Federal officials said Solow was uninvolved in any of the transactions.
Dreier had access to the offices of Solow Realty because he had done extensive legal work for the company.
“The company never authorized Mr. Dreier to negotiate any financing or issue any promissory notes on its behalf,” a spokesman for Solow Realty said in a statement Tuesday.
The spokesman added that “as soon as the company learned that fraudulent and forged instruments purporting to be obligations of Solow Realty were circulating, the company reported the facts to the U.S. Attorney’s Office and we have been cooperating fully with the investigation.”
In the criminal complaint against Kovachev signed on Dec. 18 by Southern District Magistrate Judge Theodore Katz, Criminal Investigator Jordan Goodman of the Southern District U.S Attorney’s Office said he interviewed Solow’s chief executive, who assured him, “The developer did not issue any of the notes described above and has no note program.”
It was that same executive who told Goodman that the signatures appearing on the notes were forgeries.

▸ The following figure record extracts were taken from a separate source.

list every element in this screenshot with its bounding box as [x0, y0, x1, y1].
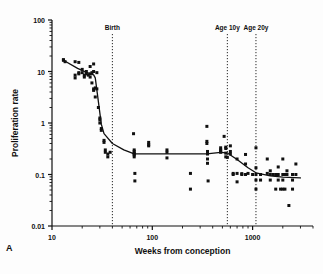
- data-point: [236, 172, 239, 175]
- x-axis-tick-label: 100: [146, 234, 158, 241]
- data-point: [244, 153, 247, 156]
- data-point: [236, 158, 239, 161]
- data-point: [74, 60, 77, 63]
- data-point: [189, 172, 192, 175]
- data-point: [205, 142, 208, 145]
- data-point: [89, 76, 92, 79]
- data-point: [224, 147, 227, 150]
- data-point-group: [62, 58, 297, 207]
- proliferation-rate-chart: 0.010.1110100101001000Weeks from concept…: [0, 0, 323, 274]
- data-point: [251, 173, 254, 176]
- data-point: [133, 179, 136, 182]
- data-point: [244, 162, 247, 165]
- data-point: [291, 179, 294, 182]
- data-point: [287, 204, 290, 207]
- data-point: [206, 158, 209, 161]
- data-point: [266, 158, 269, 161]
- data-point: [269, 169, 272, 172]
- data-point: [259, 173, 262, 176]
- data-point: [277, 179, 280, 182]
- data-point: [106, 155, 109, 158]
- y-axis-tick-label: 10: [37, 69, 45, 76]
- y-axis-title: Proliferation rate: [10, 89, 20, 157]
- data-point: [98, 122, 101, 125]
- data-point: [77, 61, 80, 64]
- data-point: [133, 172, 136, 175]
- figure-panel: 0.010.1110100101001000Weeks from concept…: [0, 0, 323, 274]
- data-point: [229, 144, 232, 147]
- data-point: [100, 129, 103, 132]
- data-point: [269, 173, 272, 176]
- data-point: [147, 144, 150, 147]
- annotation-label-age-20y: Age 20y: [243, 24, 268, 32]
- data-point: [277, 173, 280, 176]
- data-point: [97, 106, 100, 109]
- data-point: [285, 173, 288, 176]
- data-point: [254, 173, 257, 176]
- data-point: [133, 155, 136, 158]
- data-point: [98, 118, 101, 121]
- data-point: [219, 151, 222, 154]
- data-point: [281, 158, 284, 161]
- y-axis-tick-label: 100: [33, 17, 45, 24]
- data-point: [109, 151, 112, 154]
- annotation-label-age-10y: Age 10y: [215, 24, 240, 32]
- data-point: [95, 71, 98, 74]
- data-point: [291, 173, 294, 176]
- data-point: [283, 188, 286, 191]
- data-point: [206, 162, 209, 165]
- data-point: [92, 62, 95, 65]
- data-point: [103, 141, 106, 144]
- data-point: [229, 153, 232, 156]
- y-axis-tick-label: 0.01: [31, 223, 45, 230]
- data-point: [74, 74, 77, 77]
- data-point: [89, 65, 92, 68]
- data-point: [285, 169, 288, 172]
- data-point: [189, 188, 192, 191]
- x-axis-tick-label: 10: [48, 234, 56, 241]
- data-point: [90, 81, 93, 84]
- annotation-label-birth: Birth: [105, 24, 120, 31]
- data-point: [165, 151, 168, 154]
- data-point: [272, 173, 275, 176]
- x-axis-tick-label: 1000: [245, 234, 261, 241]
- data-point: [247, 172, 250, 175]
- data-point: [254, 188, 257, 191]
- data-point: [259, 179, 262, 182]
- panel-label: A: [6, 243, 13, 253]
- data-point: [281, 179, 284, 182]
- data-point: [224, 152, 227, 155]
- data-point: [240, 173, 243, 176]
- data-point: [94, 95, 97, 98]
- data-point: [266, 172, 269, 175]
- data-point: [165, 156, 168, 159]
- data-point: [81, 68, 84, 71]
- data-point: [291, 188, 294, 191]
- data-point: [254, 146, 257, 149]
- data-point: [207, 179, 210, 182]
- y-axis-tick-label: 0.1: [35, 172, 45, 179]
- x-axis-title: Weeks from conception: [135, 246, 231, 256]
- data-point: [226, 156, 229, 159]
- data-point: [95, 87, 98, 90]
- data-point: [277, 165, 280, 168]
- data-point: [223, 135, 226, 138]
- data-point: [269, 179, 272, 182]
- data-point: [274, 188, 277, 191]
- data-point: [92, 70, 95, 73]
- data-point: [254, 179, 257, 182]
- data-point: [64, 60, 67, 63]
- data-point: [83, 76, 86, 79]
- data-point: [294, 162, 297, 165]
- data-point: [294, 173, 297, 176]
- data-point: [254, 166, 257, 169]
- data-point: [74, 76, 77, 79]
- data-point: [77, 72, 80, 75]
- y-axis-tick-label: 1: [41, 120, 45, 127]
- data-point: [236, 180, 239, 183]
- data-point: [132, 132, 135, 135]
- data-point: [206, 153, 209, 156]
- data-point: [232, 173, 235, 176]
- data-point: [205, 125, 208, 128]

Financial statements provided by Dreier to the hedge fund, Goodman said in the complaint, “were entirely fabricated.”
Kovachev, the investigator said, had an electronic pass that gave him access to Dreier LLP and also had access to computers and offices at the law firm.
At Tuesday’s hearing before Magistrate Judge Mass, Southern District Assistant U.S. Attorney Jonathan Streeter convinced the court that Kovachev was a risk of flight and should be held until he can post a $300,000 personal recognizance bond guaranteed by three financially responsible parties and put up $100,000 in cash or property.
Magistrate Judge Maas said it was “a close call” but he was persuaded by two factors. The first was that Kovachev had traveled extensively to countries from where it would be more difficult to extradite him should he choose to flee. The second was Streeter’s statement that ” … we know from our investigation that Mr. Dreier paid people up to $100,00 to engage in impersonation in a single phone call.”
But Andrew Rendeiro of Flamhaft Levy Hirsch & Rendeiro in Brooklyn, who represents Kovachev, said he was confident his client could meet the bail conditions within a few days.
Rendeiro said, “Eventually, when the money trail is chased you will see hundreds of millions [went to] Mr. Dreier, 99.9 percent of it” and only a small percentage to his client.
Rendeiro said his client, the father of five, had already been linked to Dreier and, had he been prone to flee, would have done so in the immediate aftermath of Dreier’s arrest.
Kovachev lost his broker’s license in 2006 when he was implicated in a $28 million Ponzi scheme in which he and 11 others defrauded some 600 investors through the sale of unregistered securities structured as hotel timeshare rental interests. He was not criminally charged in the matter and denied any wrongdoing in a settlement with the Securities and Exchange Commission in which he paid $358,148 in disgorgement and penalties.
The New York Times reported in July 2004 that Dreier said Kovachev, then head of a dissolved Florida company called Evergence Capital Partners, was a client of his law firm. In a dispute between Solow Realty and developer Peter Kalikow, Solow and Dreier hired Evergence to place newspaper ads listing ex-creditors of Kalikow, the Times reported.